From a theoretical point of view, both the good and the bad of our democracy in its present state seem to be driven by the concept of unalienable, individual human rights. . . the modern version of individual rights was invented by John Locke (1632–1704) and written into the Declaration of Independence and the U.S. Constitution by Thomas Jefferson and his posse. . . individual rights became the foundation of liberal democracy, clearly the most robust and equitable of all systems of government yet conceived.

So was only the “modern version” of individual rights “invented” by John Locke? Is there an older version that preceded Locke? Inquiring minds would like to know such things, but more on that later.

However, it is also responsible for some serious ills, including the rampant consumerism ("You deserve that new iPod!") that has led to the average U.S. adult carrying a credit card balance of $8,000. And, it seems, the premise of individual rights means that some arguments just aren't winnable - the rights of the mother versus the rights of the unborn child . . .

Apparently, emergent/postmodern “thinkers” like Tony Jones don’t pay much attention to “micronarratives” - things like what John Locke actually thought. Locke’s view might make “consumerism” possible, but it certainly does not endorse it. Of course, if individuals have even a degree of economic freedom, they can borrow what they will if they can find those willing to lend.

And, really now, is a new iPod really a “serious ill”?

Beyond these trifling points, it is the height of stupidity to claim that Locke’s view of rights makes it impossible to decide if a mother has a “right” to kill her unborn child.

Emergents don't have a problem with Lockean individual rights per se - their problem is with the fact that unalienable, individual rights is not a biblical-theological virtue. The Bible's call is not to protect the self but to sacrifice the self. Jesus says clearly to his followers, "Drop everything and follow me. ... Let the dead bury their own dead. ... Sell everything you own, give the money to the poor, and follow me. ... Take up your cross daily."
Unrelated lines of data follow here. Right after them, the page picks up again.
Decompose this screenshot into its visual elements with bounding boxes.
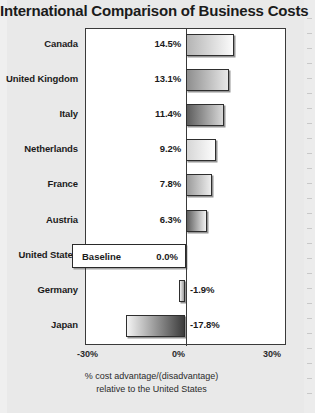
bar-row: Japan-17.8% — [0, 310, 315, 344]
category-label: United Kingdom — [0, 73, 78, 84]
category-label: Austria — [0, 214, 78, 225]
bar-row: Germany-1.9% — [0, 275, 315, 309]
scan-bleed-mark — [307, 393, 312, 394]
bar — [186, 104, 224, 126]
axis-tick-max: 30% — [263, 349, 281, 359]
bar-row: United StatesBaseline0.0% — [0, 240, 315, 274]
axis-tick-min: -30% — [77, 349, 98, 359]
bar-row: Italy11.4% — [0, 99, 315, 133]
bar-value-label: 14.5% — [155, 38, 181, 49]
axis-caption: % cost advantage/(disadvantage) relative… — [0, 370, 303, 396]
bar-value-label: 6.3% — [160, 214, 181, 225]
chart-figure: International Comparison of Business Cos… — [0, 0, 315, 413]
baseline-box: Baseline0.0% — [72, 244, 186, 268]
bar — [186, 69, 230, 91]
baseline-text: Baseline — [82, 251, 121, 262]
bar-row: Austria6.3% — [0, 205, 315, 239]
scan-bleed-mark — [307, 348, 312, 349]
bar-value-label: 7.8% — [160, 178, 181, 189]
axis-caption-line-2: relative to the United States — [0, 383, 303, 396]
bar-row: Netherlands9.2% — [0, 134, 315, 168]
bar — [186, 34, 235, 56]
bar — [179, 280, 185, 302]
scan-bleed-mark — [307, 378, 312, 379]
scan-bleed-mark — [307, 363, 312, 364]
bar-row: France7.8% — [0, 169, 315, 203]
bar-value-label: 9.2% — [160, 143, 181, 154]
bar — [126, 315, 186, 337]
bar-value-label: -17.8% — [190, 319, 220, 330]
axis-caption-line-1: % cost advantage/(disadvantage) — [0, 370, 303, 383]
bar-row: United Kingdom13.1% — [0, 64, 315, 98]
bar-row: Canada14.5% — [0, 29, 315, 63]
chart-title: International Comparison of Business Cos… — [0, 2, 303, 19]
bar-value-label: 13.1% — [155, 73, 181, 84]
category-label: Netherlands — [0, 143, 78, 154]
category-label: Italy — [0, 108, 78, 119]
bar — [186, 174, 212, 196]
category-label: Canada — [0, 38, 78, 49]
baseline-value-label: 0.0% — [156, 251, 178, 262]
bar — [186, 210, 207, 232]
bar — [186, 139, 217, 161]
bar-value-label: 11.4% — [155, 108, 181, 119]
category-label: France — [0, 178, 78, 189]
bar-value-label: -1.9% — [190, 284, 214, 295]
category-label: United States — [0, 249, 78, 260]
category-label: Germany — [0, 284, 78, 295]
category-label: Japan — [0, 319, 78, 330]
axis-tick-zero: 0% — [172, 349, 185, 359]
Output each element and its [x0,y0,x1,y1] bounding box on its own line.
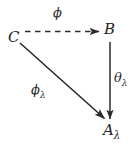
edge-label-phi-lambda: ϕλ [31,83,45,99]
node-label-b: B [104,22,115,37]
edge-label-phi: ϕ [53,6,62,22]
edge-theta-lambda-base: θ [114,70,122,85]
edge-phi-base: ϕ [53,5,62,20]
node-a-subscript: λ [114,130,120,141]
node-a-base: A [103,121,114,139]
node-label-c: C [8,30,19,45]
edge-label-theta-lambda: θλ [114,71,127,87]
node-label-a-lambda: Aλ [103,123,120,141]
edge-theta-lambda-subscript: λ [122,78,128,88]
edge-phi-lambda-base: ϕ [31,82,40,97]
edge-phi-lambda-arrow [20,43,105,119]
commutative-diagram: C B Aλ ϕ ϕλ θλ [0,0,134,147]
edge-phi-lambda-subscript: λ [40,90,46,100]
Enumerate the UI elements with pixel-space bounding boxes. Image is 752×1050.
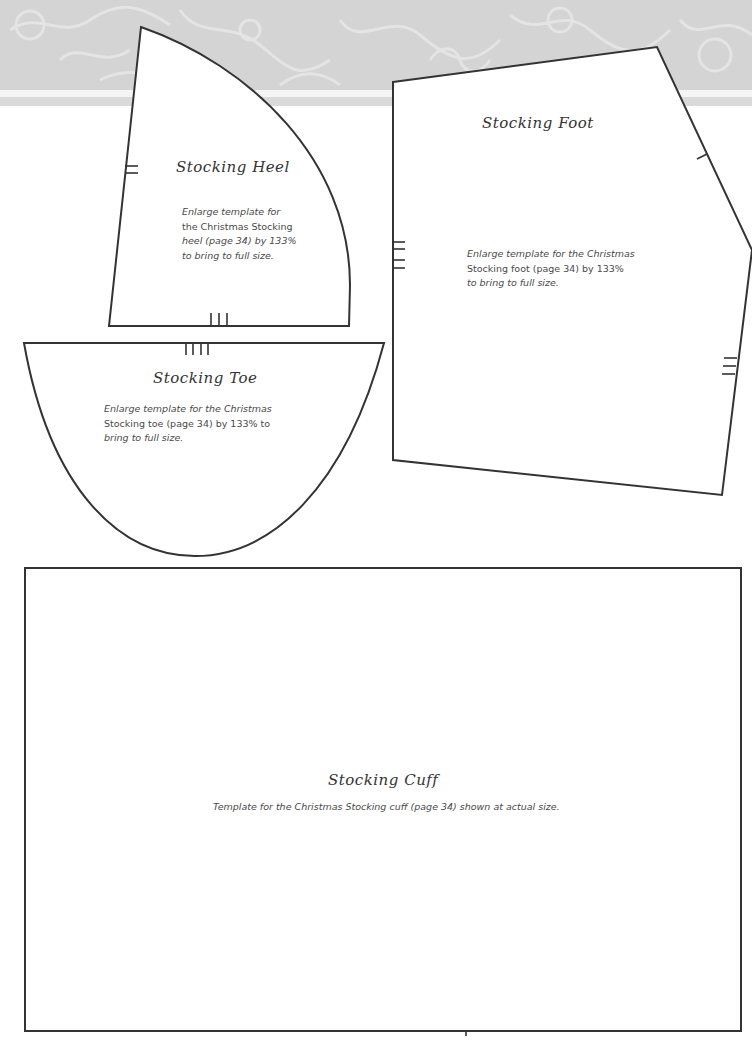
- toe-desc-line-3: bring to full size.: [104, 431, 272, 446]
- foot-desc-line-1: Enlarge template for the Christmas: [467, 247, 635, 262]
- heel-desc-line-4: to bring to full size.: [182, 249, 296, 264]
- foot-description: Enlarge template for the Christmas Stock…: [467, 247, 635, 291]
- toe-desc-line-2: Stocking toe (page 34) by 133% to: [104, 417, 272, 432]
- heel-title: Stocking Heel: [176, 158, 290, 176]
- template-shapes: [0, 0, 752, 1050]
- toe-description: Enlarge template for the Christmas Stock…: [104, 402, 272, 446]
- cuff-description: Template for the Christmas Stocking cuff…: [213, 800, 560, 815]
- heel-desc-line-3: heel (page 34) by 133%: [182, 234, 296, 249]
- heel-desc-line-1: Enlarge template for: [182, 205, 296, 220]
- heel-description: Enlarge template for the Christmas Stock…: [182, 205, 296, 263]
- heel-desc-line-2: the Christmas Stocking: [182, 220, 296, 235]
- foot-title: Stocking Foot: [482, 114, 594, 132]
- toe-title: Stocking Toe: [153, 369, 257, 387]
- foot-desc-line-2: Stocking foot (page 34) by 133%: [467, 262, 635, 277]
- toe-desc-line-1: Enlarge template for the Christmas: [104, 402, 272, 417]
- foot-desc-line-3: to bring to full size.: [467, 276, 635, 291]
- cuff-desc-line-1: Template for the Christmas Stocking cuff…: [213, 800, 560, 815]
- cuff-title: Stocking Cuff: [328, 771, 438, 789]
- heel-template-outline: [109, 27, 350, 326]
It appears that emergents have not forgotten how to build a straw man. Who, exactly, claims that the idea of individual rights is a virtue? Even Locke, whose Christian orthodoxy might be questionable, rightly understood that “rights” derive from the fact that God is our Creator and as such has given certain behavior-limiting commandments. If the Creator has commanded that no one take innocent human life - and He has - then innocent humans have a “right to life.” In a similar fashion, the commandment not to steal creates a right to property.

To that, the Apostle Paul adds a score of exhortations to self-control, forgiveness, and reconciliation. Supplement this with the fact that every word of the Hebrew and Christian scripture was written to human beings living in community (the nation of Israel in the former, the early church in the latter), and it becomes untenable for a Christian to base her life on the philosophy that "it's all about me and my rights."

None of this, properly understood, leads to a philosophy that ‘it’s all about me and my rights.” As a matter of fact, without an understanding of rights at least in the ball park of Locke, the virtues would make no sense. Jesus’ statement “sell everything you own” presumes that you do, in fact, own something to sell. Without a right to property, the man to whom Jesus spoke would have had nothing to sell. Perhaps those enamored with “emergent politics” should bother to study Acts chapter six very carefully. There we find that those communities mentioned, especially the early church, clearly recognized the right to property.


The emergent/postmodernists always have a metanarrative. It is, strangly enough, a metanarrative of trying to ignore metanarratives. Call it what you will, but a bit of clear thinking would be good for those emergent politicians.